Tosca believes that reusable packaging is becoming a key element of European supply chain infrastructure. According to the company, businesses are increasingly moving away from treating packaging as a disposable consumable and are beginning to view it as an infrastructure asset used in repeatable operating cycles. This shift is said to result from overlapping factors including rising operating costs, labour shortages and changing packaging regulations. The company notes that the level of waste from single-use packaging remains high, while material price volatility continues to affect operating costs. At the same time, 76% of supply chain and logistics leaders report workforce shortages. Additional pressure comes from regulation, including Extended Producer Responsibility schemes and the EU's PPWR regulation, which place growing emphasis on waste prevention, reuse, durability and performance across the packaging lifecycle.
As Laurent Le Mercier, Tosca's EMEA President, indicates, the previous model based on treating packaging as a consumable cost is becoming increasingly difficult to sustain. "Packaging has long been treated as a consumable cost, but that model is becoming harder to sustain. With regulation tightening alongside cost and labour pressures, reusable packaging is becoming core infrastructure. It enables businesses to reduce waste at source while improving cost predictability and operational resilience."
Moving away from the single-use model
According to Tosca, single-use packaging is associated with continuous raw material consumption, labour-intensive handling and repeated waste disposal. In a volatile cost environment, such dependencies are becoming a structural risk for operations. The alternative is reusable plastic packaging, which operates under a different model. Durable assets circulate through multiple use cycles, making it possible to move from a cost-per-unit approach to a more predictable cost-per-use model. At the same time, exposure to raw material price volatility and ongoing waste-related costs is reduced.
The company emphasises that pooling enables this model to scale. In managed networks, packaging assets are collected, inspected, cleaned, repaired and redeployed. In this way, packaging becomes a service embedded in day-to-day operations rather than a one-off purchase. Standardisation is also important and, according to Tosca, supports consistency across the supply chain, facilitates automation, improves load stability and reduces handling complexity, damage and process variability.

Compliance and operational resilience
Tosca notes that as regulatory requirements become more stringent, packaging decisions are increasingly linked not only to costs but also to legal compliance. The PPWR regulation introduces new expectations regarding reuse targets, durability and traceability, while Extended Producer Responsibility schemes are evolving towards taking lifecycle parameters and material impact into account. For companies relying on single-use systems, this means increasing exposure to higher fees, more complex reporting and the potential need to redesign existing solutions.
According to the company, reusable packaging and pooling systems can support compliance with these requirements by reducing waste at source, supporting traceability and enabling controlled, repeatable use across multiple cycles. At the same time, greater handling consistency and standardisation can reduce operational risk, including workplace injuries and product damage, while supporting more efficient transport and storage.
A structural shift in packaging strategy
In Tosca's view, persistent cost pressure and increasing regulatory scrutiny mean that packaging is becoming a strategic rather than merely tactical decision. Reusable packaging is expected to offer a way to stabilise costs, reduce risk and adapt to changing regulatory requirements within a single system, positioning it as an important component of more resilient supply chains.
To discuss these developments in greater detail, Tosca has published a white paper titled The Business Case for Reusable Transport Packaging, in which it presents the trends affecting European supply chains in more detail.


■ **Work to complete**:
What lines of the material below hold the string "items"? Copy them out.

■ **Provided entries**:
******************************

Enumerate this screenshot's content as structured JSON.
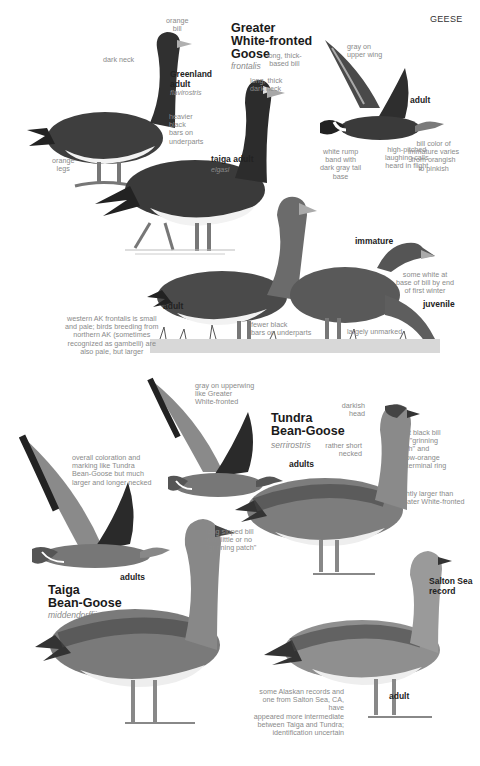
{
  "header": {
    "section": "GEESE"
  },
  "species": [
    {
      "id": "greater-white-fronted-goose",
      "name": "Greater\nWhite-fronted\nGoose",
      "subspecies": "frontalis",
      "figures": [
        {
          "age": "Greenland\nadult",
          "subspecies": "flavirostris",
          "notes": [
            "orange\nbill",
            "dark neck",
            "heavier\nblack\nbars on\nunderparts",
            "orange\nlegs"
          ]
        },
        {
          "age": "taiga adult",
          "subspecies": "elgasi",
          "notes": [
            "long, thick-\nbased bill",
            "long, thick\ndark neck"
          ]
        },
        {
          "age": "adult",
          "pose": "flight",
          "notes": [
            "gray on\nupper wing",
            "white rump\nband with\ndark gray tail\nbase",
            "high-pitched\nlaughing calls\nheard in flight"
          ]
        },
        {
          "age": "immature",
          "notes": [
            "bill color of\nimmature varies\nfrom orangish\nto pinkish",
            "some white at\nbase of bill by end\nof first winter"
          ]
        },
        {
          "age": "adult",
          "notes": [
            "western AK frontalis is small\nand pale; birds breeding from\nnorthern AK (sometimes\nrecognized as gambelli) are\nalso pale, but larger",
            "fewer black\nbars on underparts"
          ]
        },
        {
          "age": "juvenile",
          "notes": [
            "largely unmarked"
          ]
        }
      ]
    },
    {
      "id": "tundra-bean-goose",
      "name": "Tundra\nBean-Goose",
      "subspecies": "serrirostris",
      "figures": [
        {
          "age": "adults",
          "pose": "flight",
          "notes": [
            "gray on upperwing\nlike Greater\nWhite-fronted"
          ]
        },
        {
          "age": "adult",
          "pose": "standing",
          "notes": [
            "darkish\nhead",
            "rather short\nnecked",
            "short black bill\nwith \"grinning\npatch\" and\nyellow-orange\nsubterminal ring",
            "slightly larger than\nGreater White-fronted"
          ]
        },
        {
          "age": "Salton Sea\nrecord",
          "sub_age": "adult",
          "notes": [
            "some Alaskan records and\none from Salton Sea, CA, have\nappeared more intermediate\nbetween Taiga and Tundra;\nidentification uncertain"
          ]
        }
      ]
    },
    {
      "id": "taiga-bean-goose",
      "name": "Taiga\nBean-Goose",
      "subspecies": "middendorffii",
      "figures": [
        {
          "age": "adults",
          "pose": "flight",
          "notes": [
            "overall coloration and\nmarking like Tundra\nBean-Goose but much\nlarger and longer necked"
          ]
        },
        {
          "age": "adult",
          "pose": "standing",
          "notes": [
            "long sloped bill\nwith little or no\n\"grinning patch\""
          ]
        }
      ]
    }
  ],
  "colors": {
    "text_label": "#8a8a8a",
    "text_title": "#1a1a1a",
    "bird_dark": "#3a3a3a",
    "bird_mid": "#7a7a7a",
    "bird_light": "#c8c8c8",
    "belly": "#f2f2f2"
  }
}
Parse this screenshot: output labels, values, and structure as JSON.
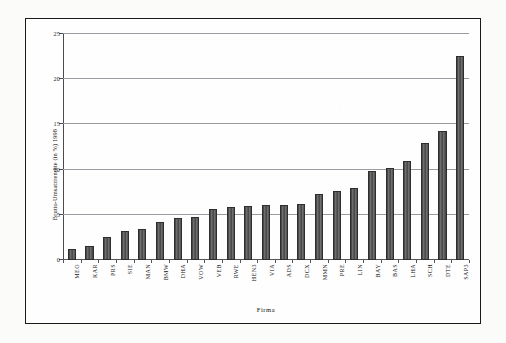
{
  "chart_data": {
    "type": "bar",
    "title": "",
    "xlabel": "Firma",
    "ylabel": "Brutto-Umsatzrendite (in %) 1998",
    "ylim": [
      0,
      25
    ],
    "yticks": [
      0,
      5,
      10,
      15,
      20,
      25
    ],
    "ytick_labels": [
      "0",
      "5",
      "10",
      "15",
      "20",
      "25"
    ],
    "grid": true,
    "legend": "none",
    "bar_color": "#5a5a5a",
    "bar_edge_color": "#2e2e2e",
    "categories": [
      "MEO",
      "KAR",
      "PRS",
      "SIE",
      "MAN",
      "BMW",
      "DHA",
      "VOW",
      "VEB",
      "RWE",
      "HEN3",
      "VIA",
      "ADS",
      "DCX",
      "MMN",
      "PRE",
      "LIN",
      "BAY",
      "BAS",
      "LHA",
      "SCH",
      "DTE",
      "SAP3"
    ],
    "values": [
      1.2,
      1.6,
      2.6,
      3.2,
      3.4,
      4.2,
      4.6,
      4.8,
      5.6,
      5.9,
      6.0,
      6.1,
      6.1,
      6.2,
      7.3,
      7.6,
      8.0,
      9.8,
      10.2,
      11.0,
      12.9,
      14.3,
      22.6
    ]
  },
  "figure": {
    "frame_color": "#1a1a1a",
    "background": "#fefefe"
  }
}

******************************

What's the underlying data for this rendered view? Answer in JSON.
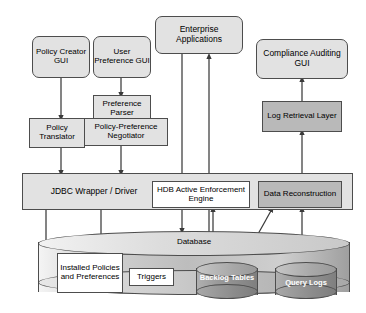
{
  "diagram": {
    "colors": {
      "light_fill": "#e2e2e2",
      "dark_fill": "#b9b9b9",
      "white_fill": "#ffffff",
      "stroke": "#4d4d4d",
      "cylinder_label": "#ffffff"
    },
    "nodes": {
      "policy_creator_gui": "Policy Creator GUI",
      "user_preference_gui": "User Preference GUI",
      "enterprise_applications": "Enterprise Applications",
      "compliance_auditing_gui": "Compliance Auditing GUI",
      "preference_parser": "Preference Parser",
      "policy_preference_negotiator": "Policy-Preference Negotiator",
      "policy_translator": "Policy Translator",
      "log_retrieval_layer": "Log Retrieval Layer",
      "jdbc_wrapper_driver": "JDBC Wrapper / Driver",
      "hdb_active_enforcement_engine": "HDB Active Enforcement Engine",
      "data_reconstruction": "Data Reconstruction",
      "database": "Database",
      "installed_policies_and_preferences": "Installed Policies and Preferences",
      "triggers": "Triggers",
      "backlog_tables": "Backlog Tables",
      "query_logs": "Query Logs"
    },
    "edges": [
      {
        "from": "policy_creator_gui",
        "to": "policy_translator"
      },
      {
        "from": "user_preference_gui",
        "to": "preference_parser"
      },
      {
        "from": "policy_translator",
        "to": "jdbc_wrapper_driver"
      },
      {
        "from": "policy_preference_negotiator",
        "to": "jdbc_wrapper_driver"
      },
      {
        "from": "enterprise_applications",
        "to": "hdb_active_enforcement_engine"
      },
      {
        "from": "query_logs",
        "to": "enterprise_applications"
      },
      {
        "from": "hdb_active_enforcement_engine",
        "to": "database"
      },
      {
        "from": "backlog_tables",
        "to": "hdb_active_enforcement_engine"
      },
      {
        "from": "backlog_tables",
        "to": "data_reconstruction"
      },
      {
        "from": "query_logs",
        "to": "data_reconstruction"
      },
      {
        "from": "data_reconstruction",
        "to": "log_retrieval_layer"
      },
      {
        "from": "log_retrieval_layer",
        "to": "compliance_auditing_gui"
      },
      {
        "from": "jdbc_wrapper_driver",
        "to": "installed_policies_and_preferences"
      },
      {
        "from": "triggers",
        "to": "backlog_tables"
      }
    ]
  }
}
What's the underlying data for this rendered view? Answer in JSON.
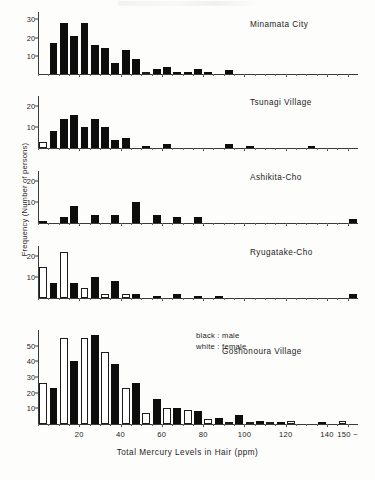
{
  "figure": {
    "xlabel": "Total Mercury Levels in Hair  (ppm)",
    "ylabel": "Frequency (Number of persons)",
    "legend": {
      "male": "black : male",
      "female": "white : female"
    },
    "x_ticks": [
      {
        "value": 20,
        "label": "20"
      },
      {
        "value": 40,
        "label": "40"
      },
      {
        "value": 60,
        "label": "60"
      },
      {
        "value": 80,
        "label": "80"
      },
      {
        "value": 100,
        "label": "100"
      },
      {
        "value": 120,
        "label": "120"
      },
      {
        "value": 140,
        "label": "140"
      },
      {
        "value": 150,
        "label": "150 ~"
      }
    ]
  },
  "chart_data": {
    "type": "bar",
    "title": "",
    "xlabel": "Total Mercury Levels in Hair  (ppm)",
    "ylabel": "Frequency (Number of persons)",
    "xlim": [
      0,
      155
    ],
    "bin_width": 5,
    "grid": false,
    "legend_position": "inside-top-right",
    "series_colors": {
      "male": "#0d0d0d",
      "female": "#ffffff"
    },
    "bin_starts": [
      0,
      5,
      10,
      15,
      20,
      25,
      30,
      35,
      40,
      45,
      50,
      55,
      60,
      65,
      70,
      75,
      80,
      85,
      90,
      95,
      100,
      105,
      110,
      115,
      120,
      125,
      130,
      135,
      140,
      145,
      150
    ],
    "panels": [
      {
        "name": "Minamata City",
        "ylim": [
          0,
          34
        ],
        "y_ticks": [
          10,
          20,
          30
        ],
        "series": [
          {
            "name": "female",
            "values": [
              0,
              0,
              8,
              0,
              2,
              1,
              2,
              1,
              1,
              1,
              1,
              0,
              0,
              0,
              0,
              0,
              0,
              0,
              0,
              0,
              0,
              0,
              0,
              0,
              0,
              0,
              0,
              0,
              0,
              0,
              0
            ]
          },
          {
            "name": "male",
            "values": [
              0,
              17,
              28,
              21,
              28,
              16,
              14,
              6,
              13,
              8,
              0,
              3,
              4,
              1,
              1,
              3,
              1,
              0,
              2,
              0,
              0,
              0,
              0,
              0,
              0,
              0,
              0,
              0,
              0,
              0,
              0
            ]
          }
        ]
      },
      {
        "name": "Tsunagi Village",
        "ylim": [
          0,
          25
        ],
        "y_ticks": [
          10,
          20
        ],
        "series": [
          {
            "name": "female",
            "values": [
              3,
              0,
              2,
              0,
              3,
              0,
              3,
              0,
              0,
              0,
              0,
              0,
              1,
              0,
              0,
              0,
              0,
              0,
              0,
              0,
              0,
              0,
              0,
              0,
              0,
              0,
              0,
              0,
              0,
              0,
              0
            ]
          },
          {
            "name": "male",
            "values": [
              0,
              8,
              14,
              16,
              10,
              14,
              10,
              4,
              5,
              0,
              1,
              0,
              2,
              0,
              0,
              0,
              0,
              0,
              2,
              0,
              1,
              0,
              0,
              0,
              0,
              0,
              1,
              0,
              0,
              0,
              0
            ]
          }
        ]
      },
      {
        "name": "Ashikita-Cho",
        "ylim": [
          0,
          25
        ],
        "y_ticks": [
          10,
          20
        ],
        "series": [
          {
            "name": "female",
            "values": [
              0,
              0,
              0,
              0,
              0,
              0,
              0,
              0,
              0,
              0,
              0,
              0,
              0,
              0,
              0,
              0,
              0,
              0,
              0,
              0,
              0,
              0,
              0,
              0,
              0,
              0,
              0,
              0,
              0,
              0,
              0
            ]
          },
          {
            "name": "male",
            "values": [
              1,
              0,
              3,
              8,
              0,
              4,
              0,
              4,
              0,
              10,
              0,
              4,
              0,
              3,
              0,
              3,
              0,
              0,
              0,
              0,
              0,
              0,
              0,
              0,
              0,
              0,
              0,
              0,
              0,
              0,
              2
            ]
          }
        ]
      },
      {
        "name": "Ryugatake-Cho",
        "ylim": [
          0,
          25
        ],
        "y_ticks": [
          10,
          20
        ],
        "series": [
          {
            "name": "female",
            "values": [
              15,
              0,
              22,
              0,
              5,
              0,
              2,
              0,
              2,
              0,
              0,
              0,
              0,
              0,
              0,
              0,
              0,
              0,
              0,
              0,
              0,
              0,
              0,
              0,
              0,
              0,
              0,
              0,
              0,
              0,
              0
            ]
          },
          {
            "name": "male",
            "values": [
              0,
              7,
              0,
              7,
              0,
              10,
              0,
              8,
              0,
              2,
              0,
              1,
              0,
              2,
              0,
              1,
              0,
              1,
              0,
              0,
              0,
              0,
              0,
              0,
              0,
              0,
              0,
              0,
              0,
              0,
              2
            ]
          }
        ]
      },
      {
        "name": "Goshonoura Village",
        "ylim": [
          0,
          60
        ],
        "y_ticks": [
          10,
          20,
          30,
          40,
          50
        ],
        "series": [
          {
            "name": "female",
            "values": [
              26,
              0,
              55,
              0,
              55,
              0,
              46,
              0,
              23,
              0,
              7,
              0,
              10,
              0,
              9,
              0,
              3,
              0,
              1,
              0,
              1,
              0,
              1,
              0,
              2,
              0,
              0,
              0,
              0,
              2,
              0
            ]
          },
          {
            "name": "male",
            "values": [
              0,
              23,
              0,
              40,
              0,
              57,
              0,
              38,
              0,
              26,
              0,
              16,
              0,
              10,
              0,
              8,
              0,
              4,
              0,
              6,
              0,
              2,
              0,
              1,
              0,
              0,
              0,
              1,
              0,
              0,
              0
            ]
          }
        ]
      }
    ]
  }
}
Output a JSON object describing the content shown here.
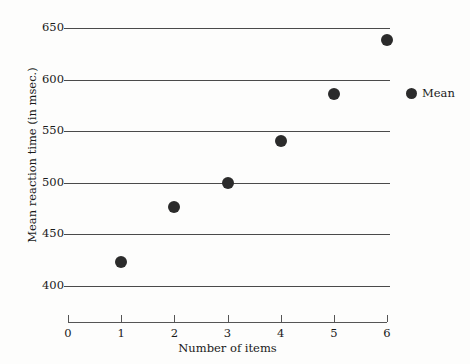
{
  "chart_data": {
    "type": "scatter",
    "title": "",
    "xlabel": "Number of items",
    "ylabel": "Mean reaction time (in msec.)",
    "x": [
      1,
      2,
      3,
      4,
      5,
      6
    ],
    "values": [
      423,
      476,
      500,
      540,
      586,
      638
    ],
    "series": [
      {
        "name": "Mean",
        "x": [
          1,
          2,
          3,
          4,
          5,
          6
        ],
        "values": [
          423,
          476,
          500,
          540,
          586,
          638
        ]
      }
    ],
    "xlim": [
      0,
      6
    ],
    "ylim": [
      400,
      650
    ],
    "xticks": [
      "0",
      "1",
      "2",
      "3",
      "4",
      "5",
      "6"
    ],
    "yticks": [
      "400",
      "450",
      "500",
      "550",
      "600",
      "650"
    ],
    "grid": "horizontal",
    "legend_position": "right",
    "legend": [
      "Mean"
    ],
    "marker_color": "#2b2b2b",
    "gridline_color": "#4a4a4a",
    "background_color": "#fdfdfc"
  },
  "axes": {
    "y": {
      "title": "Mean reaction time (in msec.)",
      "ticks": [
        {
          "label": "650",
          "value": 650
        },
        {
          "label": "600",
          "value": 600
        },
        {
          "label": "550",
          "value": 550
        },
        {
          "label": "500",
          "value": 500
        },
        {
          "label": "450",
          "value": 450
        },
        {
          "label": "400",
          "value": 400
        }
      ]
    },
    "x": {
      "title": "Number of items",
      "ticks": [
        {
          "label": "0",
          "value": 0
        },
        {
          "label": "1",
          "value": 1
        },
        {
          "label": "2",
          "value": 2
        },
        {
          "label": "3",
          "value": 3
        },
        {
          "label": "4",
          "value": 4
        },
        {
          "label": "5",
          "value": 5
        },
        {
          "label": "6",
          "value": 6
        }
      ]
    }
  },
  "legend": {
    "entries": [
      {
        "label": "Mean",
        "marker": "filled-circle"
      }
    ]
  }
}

******************************

■ **Final answer**:
    "xlabel": "Number of items",
      "title": "Number of items",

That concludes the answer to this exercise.